Featured Partner Blog: By Laurent Philonenko, Board Member, Metafore.ai
In the first of a new series, we hear from our partners at Metafore.ai, part of our GSMA Services Partnership Programme about the changing role of AI in Telecoms:
Every industry eventually reaches a moment when the tools that once accelerated progress begin to hold it back. Telecom is living that moment right now.
For years, operators have invested heavily in AI — wisely, aggressively, and with the clear intent to modernize. Yet the returns have not matched the investment. Not because the technology is flawed, but because the architectures surrounding it were built for a different era.
In addition to my background in network management and SS7-based intelligent networks, I’ve spent three decades at the intersection of customer experience and enterprise technology — as CEO of Genesys and Servion, CTO at Cisco and Avaya, and as someone who launched one of the industry’s first AI-powered contact center solutions back in 2018. I’ve watched every generation of platform promise to unify operations, and I’ve led the teams that built many of them. One thing has become unmistakably clear: AI is evolving faster than the systems meant to coordinate it.
The result? Intelligence everywhere — but alignment nowhere.
A new strategic reality
Inside every major operator, AI agents are making decisions every second. They optimize network routes, detect fraud, guide support agents, score churn risk, and streamline billing. Individually, these systems are impressive. Collectively, they are fragmented.
This fragmentation isn’t a technical inconvenience. It’s a leadership issue — because it determines whether AI becomes a strategic advantage or structural liability.
The question leaders must now ask is simple: Are our AI systems operating as a company-wide intelligence, or as a series of unconnected tools?
The next phase of telecom intelligence
The next generation of competitive advantage will come from orchestration — from enabling AI systems to understand the same context and act toward shared outcomes.
When intelligence becomes collective rather than isolated, everything changes:
A network event doesn’t trigger only a technical response; it prompts customer care, retention planning, and proactive communication. A billing interaction doesn’t stay inside billing; it reshapes next-best actions across service and commercial teams. A churn risk doesn’t remain a score; it becomes a coordinated, multi-agent response.
This is what it means for AI to operate as an enterprise-wide system rather than a set of disconnected capabilities.
Why telcos are uniquely positioned to lead
Telcos run some of the most complex, data-rich environments in the world. Few industries generate more real-time telemetry across infrastructure, customers, and operations.
This makes telcos uniquely capable of leveraging orchestrated intelligence — but only with the right leadership framing.
Executives must begin thinking not in terms of deployments, but in terms of alignment. Not in terms of more AI, but in terms of coordinated AI.
Because the real opportunity is not adding intelligence. It’s connecting it.
Why Metafore?
I helped build the CRM and contact center systems that shaped telecom operations for decades — at Genesys, at Cisco, at Avaya. Those platforms were engineered for a human-driven world, a world where information flowed linearly, and decisions moved through organizational layers.
But AI doesn’t operate in layers. It operates in parallel.
The architectures of the past were not built to support machine-to-machine coordination and expecting them to do so places a ceiling on what operators can achieve. I’ve seen this ceiling firsthand at every company I’ve led — the moment when point solutions hit diminishing returns because nothing connects them.
That’s why I decided to help build Metafore. We built Metafore to remove that ceiling — to give AI systems a shared operational foundation so that every model, every agent, and every environment strengthens the others instead of operating alone. It’s the architecture I wished I’d had when I was running these businesses.
A call to leadership
Telecom is entering a new era — one where differentiation won’t come from who has the most AI, but from who coordinates it best.
The operators who lead this shift will redefine customer experience, operational efficiency, and enterprise intelligence. They will run anticipatory businesses, not reactive ones. And they will operate with a coherence that competitors will struggle to match.
This is the future I believe in, and the one we are building.
If you’re attending MWC Barcelona, we’d welcome the conversation. You’ll find us at Hall 4, Stand F30, and South Village, SV.12.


▸ What the task asks:
Output the whole listing exactly, with no pictures.

▸ Excerpted records:
*** Begin section ***

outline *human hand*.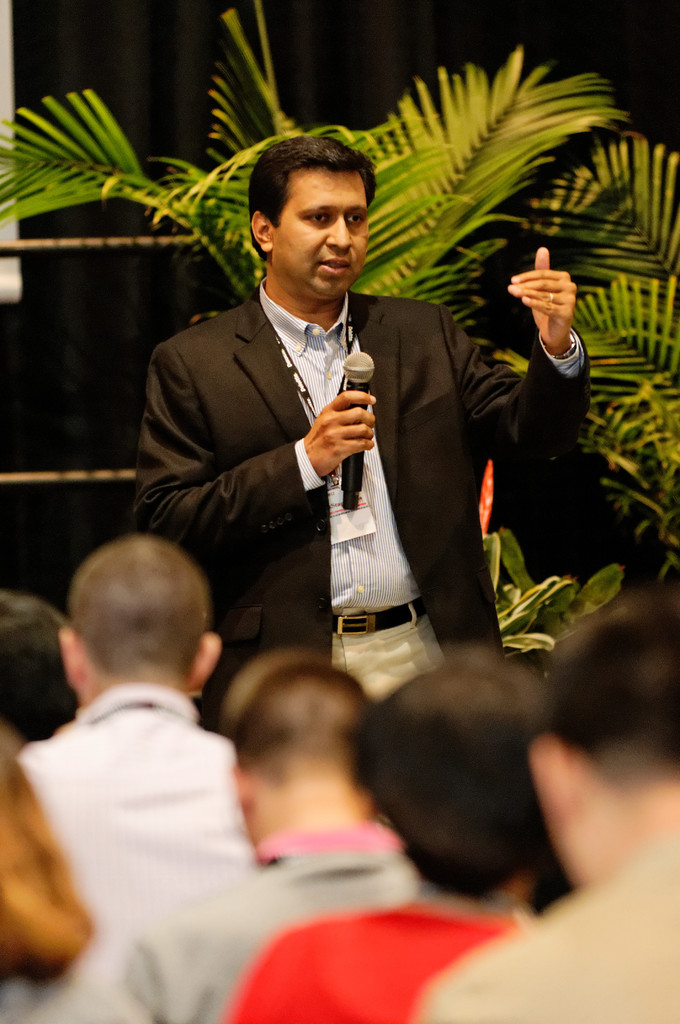
Outline: crop(505, 246, 579, 348).
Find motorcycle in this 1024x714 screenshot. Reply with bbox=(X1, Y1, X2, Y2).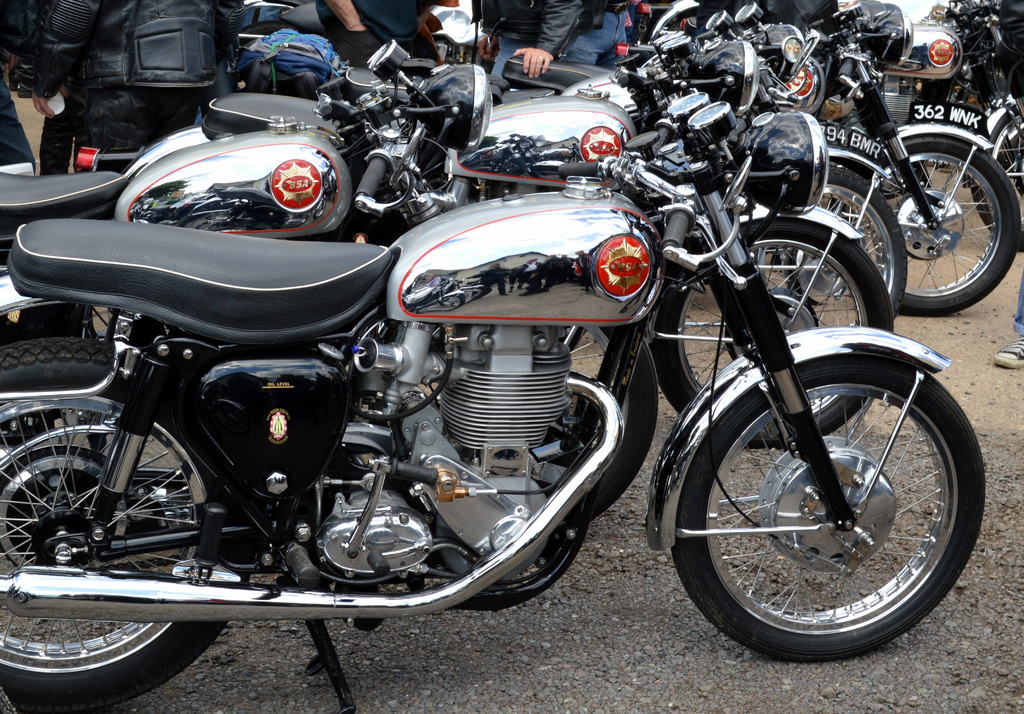
bbox=(871, 0, 1019, 95).
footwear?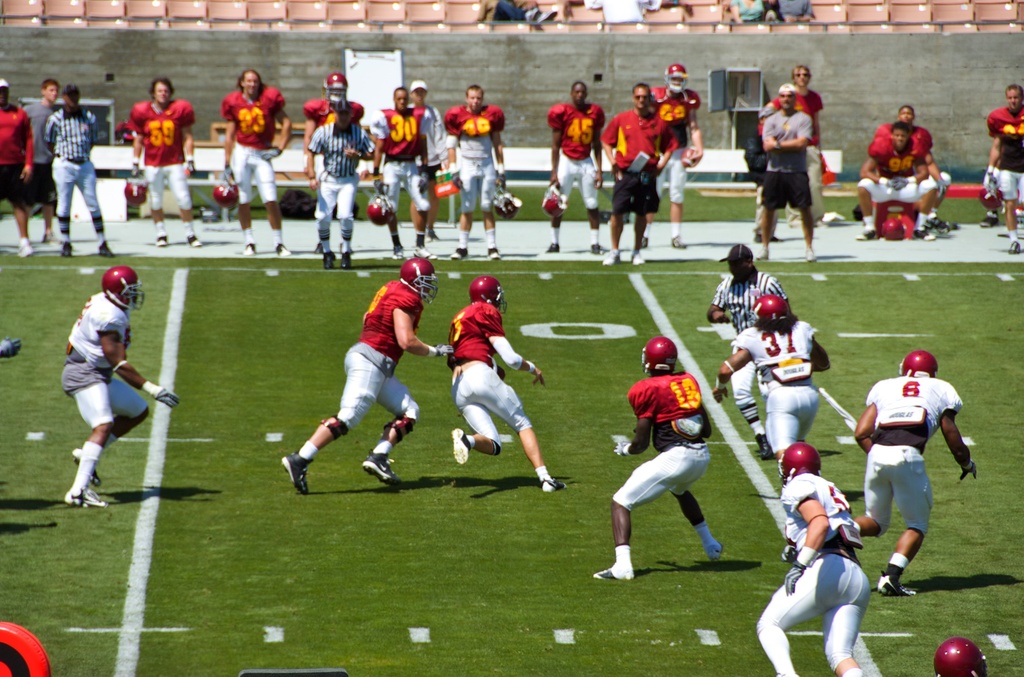
[x1=336, y1=247, x2=353, y2=268]
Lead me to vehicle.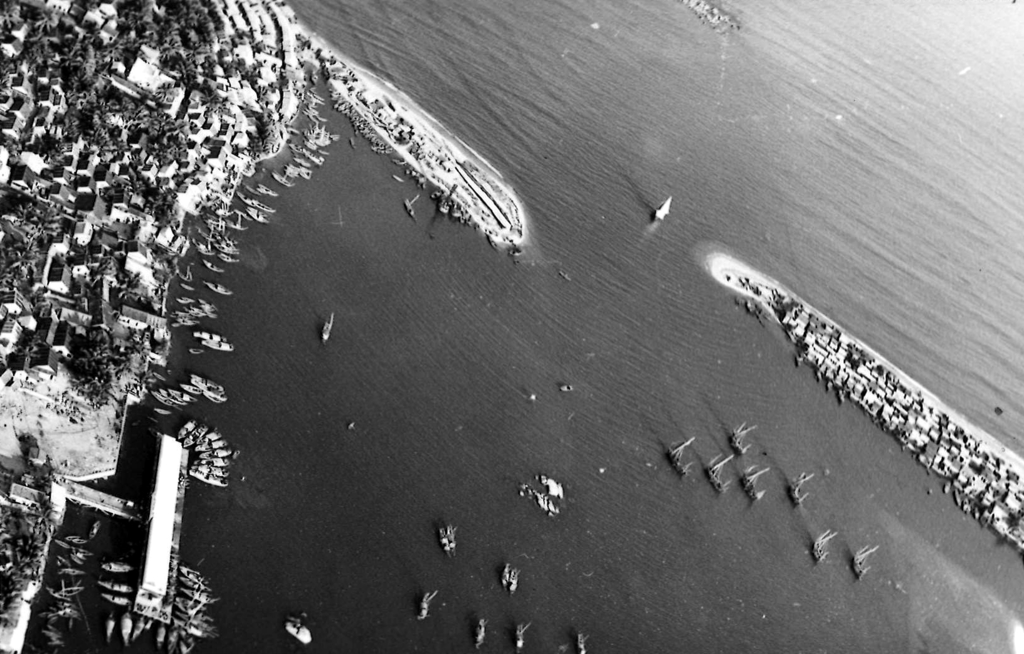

*** End section ***

▸ Result:
outline *human hand*.
Outline: crop(505, 246, 579, 348).
Find motorcycle in this 1024x714 screenshot. Reply with bbox=(X1, Y1, X2, Y2).
bbox=(871, 0, 1019, 95).
footwear?
[x1=336, y1=247, x2=353, y2=268]
Lead me to vehicle.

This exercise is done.